ROME – The opening of the grand opera season at La Scala Theater in Milan, which will take place as always on the feast day of Sant’Ambrogio (Saint Ambrose, that is) on December 10, is first and foremost about music, and is also an emotional, political and fashion event, but rarely more so than this year.
Emma Dante, a brave new theater director from Palermo, is entirely new to opera, and yet is presenting what promises to be an extremely unorthodox version of Georges Bizet’s Carmen, conducted by Daniel Barenboim. All Milan is buzzing with anticipation (“Will Carmen be gay? A trans?”), and when tickets went on sale November 23 for a special cut-rate performance to take place December 4 for young people, the box office window was slammed shut within 120 seconds of its opening, and on-line tickets were sold out within exactly fifteen minutes. All twelve regularly scheduled performances have also been entirely sold out for months.
“Her vision is of Carmen as universal,” said Stephane Lissner, the French superintendent who runs La Scala. For Lissner, Dante’s vision embraces, in the opera, “the South and women’s condition there, and superstition.” So what does that mean?

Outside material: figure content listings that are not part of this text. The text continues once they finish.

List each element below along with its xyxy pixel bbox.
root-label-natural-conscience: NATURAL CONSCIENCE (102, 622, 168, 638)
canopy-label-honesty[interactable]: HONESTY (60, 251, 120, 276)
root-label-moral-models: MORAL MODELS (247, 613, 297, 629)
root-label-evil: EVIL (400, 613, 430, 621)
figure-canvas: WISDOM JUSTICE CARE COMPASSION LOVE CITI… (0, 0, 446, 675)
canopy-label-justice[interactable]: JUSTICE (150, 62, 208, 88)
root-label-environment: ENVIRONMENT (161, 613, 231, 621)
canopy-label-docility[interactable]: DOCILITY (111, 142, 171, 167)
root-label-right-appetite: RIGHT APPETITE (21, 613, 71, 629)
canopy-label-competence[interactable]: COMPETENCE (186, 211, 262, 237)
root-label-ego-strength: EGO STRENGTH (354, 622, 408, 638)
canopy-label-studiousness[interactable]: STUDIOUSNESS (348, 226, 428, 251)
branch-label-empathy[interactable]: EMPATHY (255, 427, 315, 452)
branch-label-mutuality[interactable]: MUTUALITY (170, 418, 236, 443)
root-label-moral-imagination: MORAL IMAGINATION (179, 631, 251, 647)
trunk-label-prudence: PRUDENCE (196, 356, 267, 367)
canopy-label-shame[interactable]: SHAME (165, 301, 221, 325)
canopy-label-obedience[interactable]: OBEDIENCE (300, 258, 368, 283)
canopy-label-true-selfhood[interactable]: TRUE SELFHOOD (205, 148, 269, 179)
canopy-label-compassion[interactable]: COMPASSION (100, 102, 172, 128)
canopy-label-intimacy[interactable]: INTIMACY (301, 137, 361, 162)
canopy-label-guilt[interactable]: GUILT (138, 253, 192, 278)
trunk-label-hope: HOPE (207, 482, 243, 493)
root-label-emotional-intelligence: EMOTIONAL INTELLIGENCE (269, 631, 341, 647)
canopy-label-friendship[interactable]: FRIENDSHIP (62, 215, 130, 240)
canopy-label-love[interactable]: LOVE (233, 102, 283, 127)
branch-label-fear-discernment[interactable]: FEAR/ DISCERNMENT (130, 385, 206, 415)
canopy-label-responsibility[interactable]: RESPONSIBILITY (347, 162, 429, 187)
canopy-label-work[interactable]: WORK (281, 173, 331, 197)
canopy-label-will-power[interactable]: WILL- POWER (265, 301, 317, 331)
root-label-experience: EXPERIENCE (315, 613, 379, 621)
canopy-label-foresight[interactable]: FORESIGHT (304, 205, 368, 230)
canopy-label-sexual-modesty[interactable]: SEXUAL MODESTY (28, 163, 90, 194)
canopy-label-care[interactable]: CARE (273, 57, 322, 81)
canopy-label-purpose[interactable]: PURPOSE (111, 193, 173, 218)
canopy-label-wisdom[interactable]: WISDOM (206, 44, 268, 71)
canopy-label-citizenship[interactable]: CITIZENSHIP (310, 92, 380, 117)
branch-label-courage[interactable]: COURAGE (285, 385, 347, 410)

Speaking to Natalia Aspesi for
La Repubblica , Dante herself explained: “The women in my theater performances are dumbed down (scimunite) whose context of rage, pain and submission has made them into idiots (rincoglionite—okay, mine is a polite translation). But Carmen is no victim, she’s a rebel who breaks every rule and doesn’t bother with politeness. She knows her destiny is death because of her longing for freedom, and she goes knowingly toward it…..This production is the fruit of considerable forethought, and is certainly not intended as a provocation. I tried only to insert a little virus into this world so far from my own, in part to understand if one can try experimentation within grand opera.”

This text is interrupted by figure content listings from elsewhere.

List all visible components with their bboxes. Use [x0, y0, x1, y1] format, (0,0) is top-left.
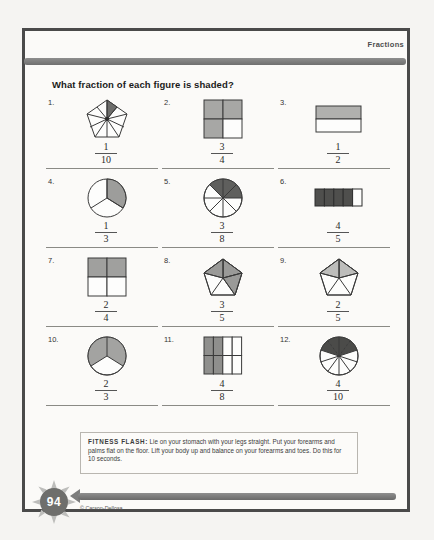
numerator: 3 — [196, 142, 248, 152]
problem-number: 5. — [164, 177, 170, 186]
denominator: 2 — [312, 155, 364, 165]
page-number: 94 — [32, 480, 76, 524]
problem-number: 1. — [48, 98, 54, 107]
answer-rule — [162, 405, 274, 406]
denominator: 4 — [80, 313, 132, 323]
problem-12: 12. — [278, 333, 394, 411]
fraction-answer: 4 8 — [196, 379, 248, 402]
denominator: 8 — [196, 234, 248, 244]
fitness-flash-text: FITNESS FLASH: Lie on your stomach with … — [88, 438, 350, 464]
fraction-answer: 3 8 — [196, 221, 248, 244]
problem-3: 3. 1 2 — [278, 96, 394, 174]
problem-7: 7. 2 4 — [46, 254, 162, 332]
footer-rule-bar — [78, 493, 396, 500]
problem-number: 9. — [280, 256, 286, 265]
problem-number: 4. — [48, 177, 54, 186]
denominator: 5 — [312, 234, 364, 244]
denominator: 10 — [80, 155, 132, 165]
problem-number: 2. — [164, 98, 170, 107]
numerator: 4 — [312, 379, 364, 389]
figure-rectangle-4x2-grid — [188, 333, 258, 379]
numerator: 2 — [312, 300, 364, 310]
problem-number: 6. — [280, 177, 286, 186]
fraction-answer: 3 4 — [196, 142, 248, 165]
problem-6: 6. 4 5 — [278, 175, 394, 253]
worksheet-page: Fractions What fraction of each figure i… — [0, 0, 434, 540]
numerator: 4 — [312, 221, 364, 231]
answer-rule — [46, 168, 158, 169]
header-topic-label: Fractions — [368, 40, 404, 49]
answer-rule — [278, 405, 390, 406]
numerator: 3 — [196, 300, 248, 310]
problem-number: 8. — [164, 256, 170, 265]
fraction-answer: 1 3 — [80, 221, 132, 244]
answer-rule — [162, 326, 274, 327]
denominator: 3 — [80, 392, 132, 402]
figure-square-2x2-grid — [188, 96, 258, 142]
answer-rule — [162, 247, 274, 248]
problem-number: 7. — [48, 256, 54, 265]
problem-number: 3. — [280, 98, 286, 107]
figure-circle-3-sectors — [72, 333, 142, 379]
answer-rule — [278, 247, 390, 248]
answer-rule — [162, 168, 274, 169]
figure-rectangle-2-rows — [304, 96, 374, 142]
problem-4: 4. 1 3 — [46, 175, 162, 253]
fitness-flash-box: FITNESS FLASH: Lie on your stomach with … — [80, 432, 358, 474]
figure-pentagon-5-triangles — [304, 254, 374, 300]
problems-grid: 1. — [46, 96, 394, 406]
problem-11: 11. 4 8 — [162, 333, 278, 411]
numerator: 1 — [312, 142, 364, 152]
fraction-answer: 4 5 — [312, 221, 364, 244]
fraction-answer: 1 10 — [80, 142, 132, 165]
denominator: 4 — [196, 155, 248, 165]
fraction-answer: 1 2 — [312, 142, 364, 165]
numerator: 1 — [80, 142, 132, 152]
figure-square-2x2-grid — [72, 254, 142, 300]
answer-rule — [46, 326, 158, 327]
problem-2: 2. 3 4 — [162, 96, 278, 174]
fraction-answer: 2 5 — [312, 300, 364, 323]
numerator: 1 — [80, 221, 132, 231]
denominator: 5 — [196, 313, 248, 323]
answer-rule — [278, 168, 390, 169]
copyright-text: © Carson-Dellosa — [80, 505, 123, 511]
problem-10: 10. 2 3 — [46, 333, 162, 411]
problem-number: 12. — [280, 335, 290, 344]
fraction-answer: 2 4 — [80, 300, 132, 323]
figure-pentagon-10-wedges — [72, 96, 142, 142]
numerator: 4 — [196, 379, 248, 389]
figure-circle-8-sectors — [188, 175, 258, 221]
answer-rule — [46, 405, 158, 406]
fitness-flash-label: FITNESS FLASH: — [88, 438, 148, 445]
fraction-answer: 2 3 — [80, 379, 132, 402]
header-rule-bar — [24, 58, 406, 65]
numerator: 2 — [80, 379, 132, 389]
problem-1: 1. — [46, 96, 162, 174]
denominator: 10 — [312, 392, 364, 402]
numerator: 2 — [80, 300, 132, 310]
fraction-answer: 4 10 — [312, 379, 364, 402]
figure-pentagon-5-triangles — [188, 254, 258, 300]
figure-circle-10-sectors — [304, 333, 374, 379]
figure-circle-3-sectors — [72, 175, 142, 221]
problem-5: 5. 3 8 — [162, 175, 278, 253]
answer-rule — [278, 326, 390, 327]
denominator: 5 — [312, 313, 364, 323]
problem-number: 10. — [48, 335, 58, 344]
problem-8: 8. 3 — [162, 254, 278, 332]
numerator: 3 — [196, 221, 248, 231]
problem-9: 9. 2 — [278, 254, 394, 332]
problem-number: 11. — [164, 335, 174, 344]
page-title: What fraction of each figure is shaded? — [52, 79, 234, 90]
denominator: 8 — [196, 392, 248, 402]
figure-rectangle-5-columns — [304, 175, 374, 221]
answer-rule — [46, 247, 158, 248]
denominator: 3 — [80, 234, 132, 244]
fraction-answer: 3 5 — [196, 300, 248, 323]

In 2005 Cardinal Tarcisio Bertone—today Vatican Secretary of State—took issue with Dante’s production of La Scimmia, in which a nude youth who plays the ape of the title appears on a cross. When it was presented in Genoa, where Bertone was at that time archbishop, he tried to prevent is being performed.
One opera blogger called Dante an “out of left field” choice to direct Carmen at La Scala, but also a “Sicilian prodigy.” The lead singer is Anita Rachvelishvili of Georgia while the sulky, handsome Uruguayan baritone Erwin Schrott (who is married to the gorgeous Russian soprana Anna Netreko) will sing Escamillo. Don Jose will be sung by the popular German tenor, Jonas Kaufmann.
Taking with her the stage, costume and lighting designers, Dante toured Palermo seeking atmospheric signals appropriate to her Carmen. In some scenes the sets have therefore Sicilian-inspired religious symbolism signifying death, with, in the foreground, brightly colored costumes. The result is a Carmen that is very strong, vibrant, but with more than a hint of violence as Don Jose attempts to “abuse” Carmen, in the words of Rachvelishvili.